Wednesday, April 12, 2006

Greenspan tells it like it is

Now that he's no longer Fed Chairman he can tell it like it is. Asian currencies to appreciate vs the dollar (evoking the Plaza Accord), a global asset bubble driven by liquidity, and Sarbanes-Oxley an undue burden on corporations.

Financial Times: Greenspan calls for stronger Asian currencies

Alan Greenspan, former chairman of the US Federal Reserve, on Wednesday said that current imbalances in the global economy could be corrected if high-growth countries allowed their currencies to strengthen.

Mr Greenspan’s remarks were in response to a suggestion on whether Asian countries should consider their own Plaza Accord-style agreement, similar to the one the US reached with Europe and Japan to coordinate intervention in the foreign exchange market to weaken the dollar and reduce the US trade deficit.

“The equilibrium is better reached by allowing a number of these countries that show a much higher growth rate than developed countries to allow their currencies to firm,” Mr Greenspan said. He was speaking to the FT Asian Financial Centres Summit in Seoul via satellite.

“I realise what that does to competitiveness, but that’s the way markets work efficiently. Endeavouring to prevent the exchange rates from moving creates all sorts of distortions.”

Mr Greenspan also warned of a potential fall in global asset prices, stressing that the ample liquidity currently in the financial system appeared to be an “abnormal situation” and could not last forever.

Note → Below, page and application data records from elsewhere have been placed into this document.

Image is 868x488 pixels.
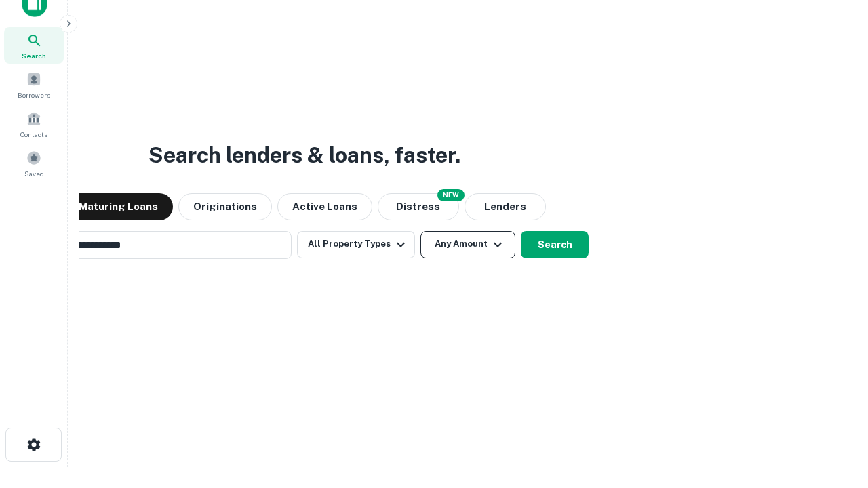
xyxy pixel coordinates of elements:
[22,50,46,61] span: Search
[437,189,465,201] div: NEW
[420,231,515,258] button: Any Amount
[4,106,64,142] a: Contacts
[465,193,546,220] button: Lenders
[378,193,459,220] button: Search distressed loans with lien and other non-mortgage details.
[25,168,44,179] span: Saved
[4,27,64,64] a: Search
[64,193,173,220] button: Maturing Loans
[297,231,415,258] button: All Property Types
[20,129,48,140] span: Contacts
[178,193,272,220] button: Originations
[277,193,373,220] button: Active Loans
[800,379,868,445] iframe: Chat Widget
[149,139,460,171] h3: Search lenders & loans, faster.
[521,231,589,258] button: Search
[4,67,64,103] a: Borrowers
[18,90,51,100] span: Borrowers
[4,145,64,182] a: Saved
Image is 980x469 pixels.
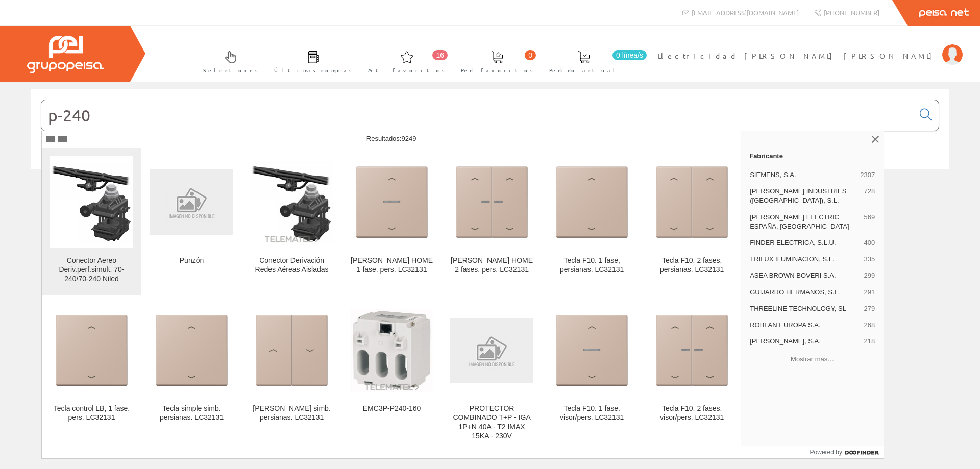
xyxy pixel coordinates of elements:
a: Últimas compras [264,43,357,80]
span: 291 [864,288,874,297]
span: 16 [433,50,447,61]
a: Tecla doble simb. persianas. LC32131 [PERSON_NAME] simb. persianas. LC32131 [242,296,342,453]
div: [PERSON_NAME] HOME 1 fase. pers. LC32131 [350,256,433,275]
span: Art. favoritos [368,65,445,75]
div: © Grupo Peisa [30,182,949,191]
a: Tecla F10. 1 fase. visor/pers. LC32131 Tecla F10. 1 fase. visor/pers. LC32131 [542,296,641,453]
img: Tecla F10. 1 fase. visor/pers. LC32131 [550,309,634,392]
div: Tecla F10. 1 fase. visor/pers. LC32131 [550,404,634,422]
div: Punzón [150,256,233,266]
span: 335 [864,255,874,264]
span: 400 [864,238,874,248]
span: SIEMENS, S.A. [749,170,856,179]
img: Punzón [150,169,233,234]
a: Tecla F10. 2 fases. visor/pers. LC32131 Tecla F10. 2 fases. visor/pers. LC32131 [642,296,742,453]
span: ASEA BROWN BOVERI S.A. [749,271,860,280]
div: Tecla simple simb. persianas. LC32131 [150,404,233,422]
span: 569 [864,213,874,231]
span: 728 [864,187,874,205]
div: EMC3P-P240-160 [350,404,433,413]
button: Mostrar más… [745,350,879,367]
a: Conector Aereo Deriv.perf.simult. 70-240/70-240 Niled Conector Aereo Deriv.perf.simult. 70-240/70... [42,148,141,295]
span: 2307 [860,170,874,179]
img: EMC3P-P240-160 [350,309,433,392]
span: 218 [864,337,874,346]
div: Tecla F10. 2 fases, persianas. LC32131 [650,256,733,275]
img: Tecla F10. 2 fases. visor/pers. LC32131 [650,309,733,392]
img: Tecla JUNG HOME 2 fases. pers. LC32131 [450,160,533,243]
span: ROBLAN EUROPA S.A. [749,321,860,330]
span: Selectores [203,65,259,75]
span: Ped. favoritos [460,65,533,75]
div: [PERSON_NAME] simb. persianas. LC32131 [250,404,333,422]
span: 0 [525,50,536,61]
img: Grupo Peisa [27,36,103,74]
input: Buscar... [41,100,913,130]
span: [PERSON_NAME], S.A. [749,337,860,346]
span: 268 [864,321,874,330]
span: Powered by [810,447,842,457]
span: 0 línea/s [613,50,647,61]
a: Fabricante [741,148,884,164]
div: PROTECTOR COMBINADO T+P - IGA 1P+N 40A - T2 IMAX 15KA - 230V [450,404,533,441]
a: 16 Art. favoritos [358,43,450,80]
a: Powered by [810,446,884,458]
img: Tecla JUNG HOME 1 fase. pers. LC32131 [350,160,433,243]
span: FINDER ELECTRICA, S.L.U. [749,238,860,248]
span: Resultados: [367,134,416,142]
img: PROTECTOR COMBINADO T+P - IGA 1P+N 40A - T2 IMAX 15KA - 230V [450,318,533,383]
a: Selectores [193,43,263,80]
span: TRILUX ILUMINACION, S.L. [749,255,860,264]
a: Tecla F10. 1 fase, persianas. LC32131 Tecla F10. 1 fase, persianas. LC32131 [542,148,641,295]
img: Tecla F10. 2 fases, persianas. LC32131 [650,160,733,243]
div: Tecla control LB, 1 fase. pers. LC32131 [50,404,134,422]
span: [PERSON_NAME] ELECTRIC ESPAÑA, [GEOGRAPHIC_DATA] [749,213,860,231]
span: [EMAIL_ADDRESS][DOMAIN_NAME] [691,9,798,17]
a: Tecla control LB, 1 fase. pers. LC32131 Tecla control LB, 1 fase. pers. LC32131 [42,296,141,453]
div: Conector Aereo Deriv.perf.simult. 70-240/70-240 Niled [50,256,134,283]
span: [PHONE_NUMBER] [824,9,879,17]
img: Tecla control LB, 1 fase. pers. LC32131 [50,309,134,392]
a: Conector Derivación Redes Aéreas Aisladas Conector Derivación Redes Aéreas Aisladas [242,148,342,295]
a: Electricidad [PERSON_NAME] [PERSON_NAME] [658,43,962,52]
a: Punzón Punzón [142,148,242,295]
img: Tecla F10. 1 fase, persianas. LC32131 [550,160,634,243]
img: Tecla doble simb. persianas. LC32131 [250,309,333,392]
span: 9249 [401,134,416,142]
span: [PERSON_NAME] INDUSTRIES ([GEOGRAPHIC_DATA]), S.L. [749,187,860,205]
a: PROTECTOR COMBINADO T+P - IGA 1P+N 40A - T2 IMAX 15KA - 230V PROTECTOR COMBINADO T+P - IGA 1P+N 4... [442,296,541,453]
div: Tecla F10. 1 fase, persianas. LC32131 [550,256,634,275]
div: [PERSON_NAME] HOME 2 fases. pers. LC32131 [450,256,533,275]
span: 279 [864,304,874,313]
img: Tecla simple simb. persianas. LC32131 [150,309,233,392]
a: Tecla simple simb. persianas. LC32131 Tecla simple simb. persianas. LC32131 [142,296,242,453]
img: Conector Derivación Redes Aéreas Aisladas [250,160,333,243]
span: Últimas compras [274,65,352,75]
span: Pedido actual [549,65,618,75]
span: GUIJARRO HERMANOS, S.L. [749,288,860,297]
span: THREELINE TECHNOLOGY, SL [749,304,860,313]
img: Conector Aereo Deriv.perf.simult. 70-240/70-240 Niled [50,160,134,243]
div: Tecla F10. 2 fases. visor/pers. LC32131 [650,404,733,422]
span: 299 [864,271,874,280]
a: Tecla F10. 2 fases, persianas. LC32131 Tecla F10. 2 fases, persianas. LC32131 [642,148,742,295]
a: Tecla JUNG HOME 2 fases. pers. LC32131 [PERSON_NAME] HOME 2 fases. pers. LC32131 [442,148,541,295]
a: EMC3P-P240-160 EMC3P-P240-160 [342,296,441,453]
div: Conector Derivación Redes Aéreas Aisladas [250,256,333,275]
span: Electricidad [PERSON_NAME] [PERSON_NAME] [658,50,937,61]
a: Tecla JUNG HOME 1 fase. pers. LC32131 [PERSON_NAME] HOME 1 fase. pers. LC32131 [342,148,441,295]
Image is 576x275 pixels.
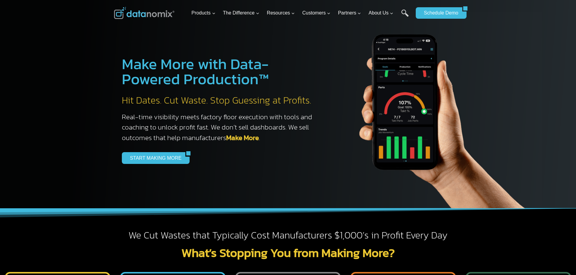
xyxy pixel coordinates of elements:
span: Resources [267,9,295,17]
h2: What’s Stopping You from Making More? [114,247,462,259]
img: Datanomix [114,7,174,19]
a: START MAKING MORE [122,152,186,164]
span: Customers [302,9,330,17]
h3: Real-time visibility meets factory floor execution with tools and coaching to unlock profit fast.... [122,112,318,143]
img: The Datanoix Mobile App available on Android and iOS Devices [330,12,542,209]
nav: Primary Navigation [189,3,413,23]
span: The Difference [223,9,259,17]
span: Products [191,9,215,17]
h2: We Cut Wastes that Typically Cost Manufacturers $1,000’s in Profit Every Day [114,229,462,242]
iframe: Popup CTA [3,168,100,272]
a: Make More [226,133,259,143]
span: About Us [369,9,393,17]
span: Partners [338,9,361,17]
a: Schedule Demo [416,7,462,19]
iframe: Chat Widget [546,246,576,275]
h1: Make More with Data-Powered Production™ [122,57,318,87]
h2: Hit Dates. Cut Waste. Stop Guessing at Profits. [122,94,318,107]
a: Search [401,9,409,23]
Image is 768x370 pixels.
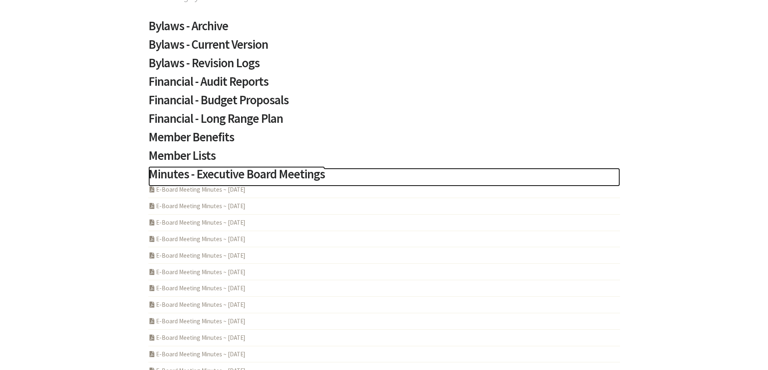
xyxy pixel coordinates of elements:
[148,168,620,187] a: Minutes - Executive Board Meetings
[148,318,156,324] i: PDF Acrobat Document
[148,187,156,193] i: PDF Acrobat Document
[148,285,156,291] i: PDF Acrobat Document
[148,235,245,243] a: E-Board Meeting Minutes ~ [DATE]
[148,252,245,259] a: E-Board Meeting Minutes ~ [DATE]
[148,186,245,193] a: E-Board Meeting Minutes ~ [DATE]
[148,351,245,358] a: E-Board Meeting Minutes ~ [DATE]
[148,302,156,308] i: PDF Acrobat Document
[148,253,156,259] i: PDF Acrobat Document
[148,149,620,168] a: Member Lists
[148,57,620,75] a: Bylaws - Revision Logs
[148,317,245,325] a: E-Board Meeting Minutes ~ [DATE]
[148,351,156,357] i: PDF Acrobat Document
[148,131,620,149] a: Member Benefits
[148,335,156,341] i: PDF Acrobat Document
[148,220,156,226] i: PDF Acrobat Document
[148,301,245,309] a: E-Board Meeting Minutes ~ [DATE]
[148,75,620,94] a: Financial - Audit Reports
[148,94,620,112] a: Financial - Budget Proposals
[148,334,245,342] a: E-Board Meeting Minutes ~ [DATE]
[148,269,156,275] i: PDF Acrobat Document
[148,112,620,131] a: Financial - Long Range Plan
[148,38,620,57] a: Bylaws - Current Version
[148,268,245,276] a: E-Board Meeting Minutes ~ [DATE]
[148,284,245,292] a: E-Board Meeting Minutes ~ [DATE]
[148,219,245,226] a: E-Board Meeting Minutes ~ [DATE]
[148,236,156,242] i: PDF Acrobat Document
[148,203,156,209] i: PDF Acrobat Document
[148,20,620,38] a: Bylaws - Archive
[148,202,245,210] a: E-Board Meeting Minutes ~ [DATE]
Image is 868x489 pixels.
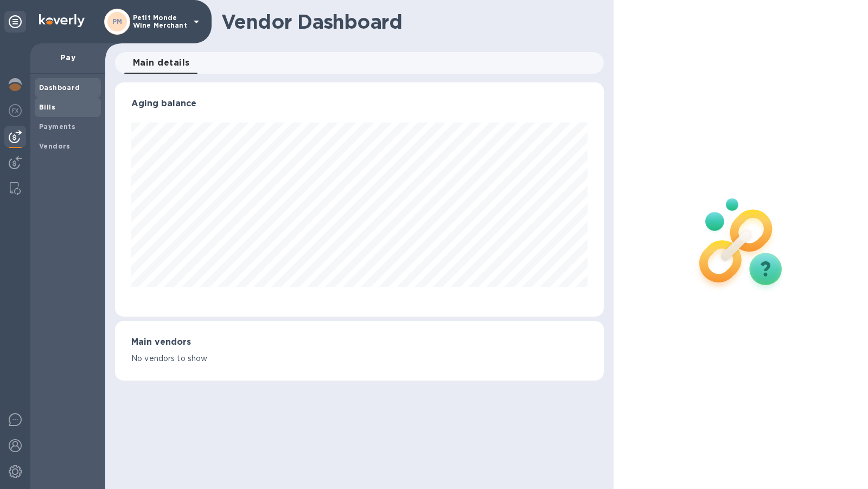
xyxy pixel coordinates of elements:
p: Petit Monde Wine Merchant [133,14,187,29]
img: Logo [39,14,85,27]
div: Unpin categories [5,11,26,33]
b: Vendors [39,142,71,150]
h1: Vendor Dashboard [222,10,596,33]
b: PM [112,17,123,25]
b: Payments [39,123,75,130]
img: Foreign exchange [8,104,22,117]
p: No vendors to show [131,353,588,364]
b: Dashboard [39,83,80,92]
span: Main details [133,55,190,70]
b: Bills [39,103,55,111]
p: Pay [39,52,97,63]
h3: Aging balance [131,99,588,108]
h3: Main vendors [131,337,588,347]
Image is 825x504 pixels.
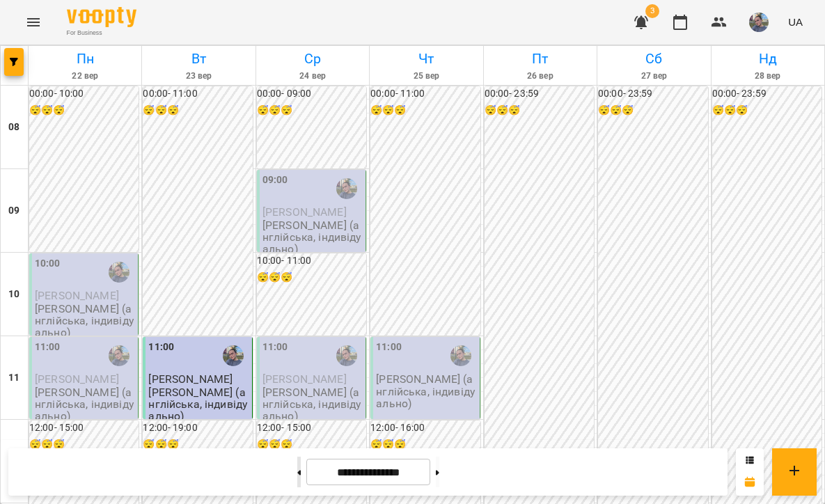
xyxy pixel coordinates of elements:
h6: 08 [9,120,20,135]
h6: Пт [486,48,595,69]
p: [PERSON_NAME] (англійська, індивідуально) [35,303,135,339]
h6: 23 вер [144,69,253,83]
h6: 26 вер [486,69,595,83]
h6: 😴😴😴 [29,437,139,453]
p: [PERSON_NAME] (англійська, індивідуально) [148,386,249,422]
p: [PERSON_NAME] (англійська, індивідуально) [35,386,135,422]
h6: 😴😴😴 [598,103,708,119]
h6: 12:00 - 16:00 [371,420,480,435]
label: 10:00 [35,256,61,271]
h6: 12:00 - 15:00 [257,420,366,435]
label: 11:00 [263,340,288,355]
span: For Business [67,28,137,38]
h6: 😴😴😴 [371,437,480,453]
img: 12e81ef5014e817b1a9089eb975a08d3.jpeg [749,12,769,32]
h6: 22 вер [30,69,139,83]
h6: 😴😴😴 [485,103,594,119]
label: 11:00 [376,340,402,355]
h6: 😴😴😴 [257,437,366,453]
h6: Вт [144,48,253,69]
span: [PERSON_NAME] [148,372,232,385]
img: Павленко Світлана (а) [337,178,358,199]
p: [PERSON_NAME] (англійська, індивідуально) [376,373,476,409]
h6: Чт [372,48,481,69]
h6: Пн [30,48,139,69]
img: Павленко Світлана (а) [109,262,130,283]
span: [PERSON_NAME] [263,205,347,218]
h6: 10:00 - 11:00 [257,253,366,268]
span: [PERSON_NAME] [35,372,119,385]
label: 09:00 [263,173,288,188]
span: [PERSON_NAME] [35,289,119,302]
h6: 00:00 - 23:59 [712,86,822,101]
h6: 😴😴😴 [712,103,822,119]
h6: 00:00 - 23:59 [598,86,708,101]
p: [PERSON_NAME] (англійська, індивідуально) [263,219,363,255]
h6: 00:00 - 09:00 [257,86,366,101]
button: UA [783,9,808,35]
p: [PERSON_NAME] (англійська, індивідуально) [263,386,363,422]
span: 3 [646,4,659,18]
h6: 00:00 - 23:59 [485,86,594,101]
span: UA [788,14,803,29]
h6: Ср [258,48,367,69]
h6: 12:00 - 15:00 [29,420,139,435]
button: Menu [17,6,50,39]
img: Voopty Logo [67,7,137,27]
h6: 😴😴😴 [29,103,139,119]
h6: 24 вер [258,69,367,83]
h6: 28 вер [714,69,823,83]
h6: 😴😴😴 [371,103,480,119]
h6: 😴😴😴 [143,437,252,453]
img: Павленко Світлана (а) [223,345,244,366]
label: 11:00 [35,340,61,355]
h6: 12:00 - 19:00 [143,420,252,435]
label: 11:00 [148,340,174,355]
h6: 25 вер [372,69,481,83]
h6: Нд [714,48,823,69]
h6: 10 [9,286,20,302]
h6: 11 [9,370,20,385]
h6: 09 [9,203,20,218]
h6: 00:00 - 11:00 [371,86,480,101]
img: Павленко Світлана (а) [109,345,130,366]
h6: 00:00 - 10:00 [29,86,139,101]
h6: 😴😴😴 [257,103,366,119]
h6: 😴😴😴 [257,270,366,286]
h6: 00:00 - 11:00 [143,86,252,101]
img: Павленко Світлана (а) [337,345,358,366]
span: [PERSON_NAME] [263,372,347,385]
img: Павленко Світлана (а) [451,345,471,366]
h6: 27 вер [600,69,708,83]
h6: Сб [600,48,708,69]
h6: 😴😴😴 [143,103,252,119]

He said the source of this liquidity was the market value of assets worldwide, which had been rising faster than nominal gross domestic product globally due to a decline in real long-term interest rates and a significant fall in real equity premiums.

“A good part of this expansion is a direct function of the decline in real equity premiums. That cannot go on indefinitely,” he said.

“I don’t know when the liquidity is going to decline but I am reasonably certain that what we’re looking at is an abnormal situation.”

The former Fed chairman also said he was disturbed over the effects the US Sarbanes-Oxley act – the more stringent corporate governance rules introduced in 2002 - was having in driving away listings of foreign companies.

“The base of Sarbanes-Oxley is a definite advance in corporate governance in the US. There are sections of the bill which were put together rather quickly, in particular Section 404, and which creates a heavy burden on the accounting system and is an anathema to foreign investors who endeavour to list IPOs in the US and have chosen not to.”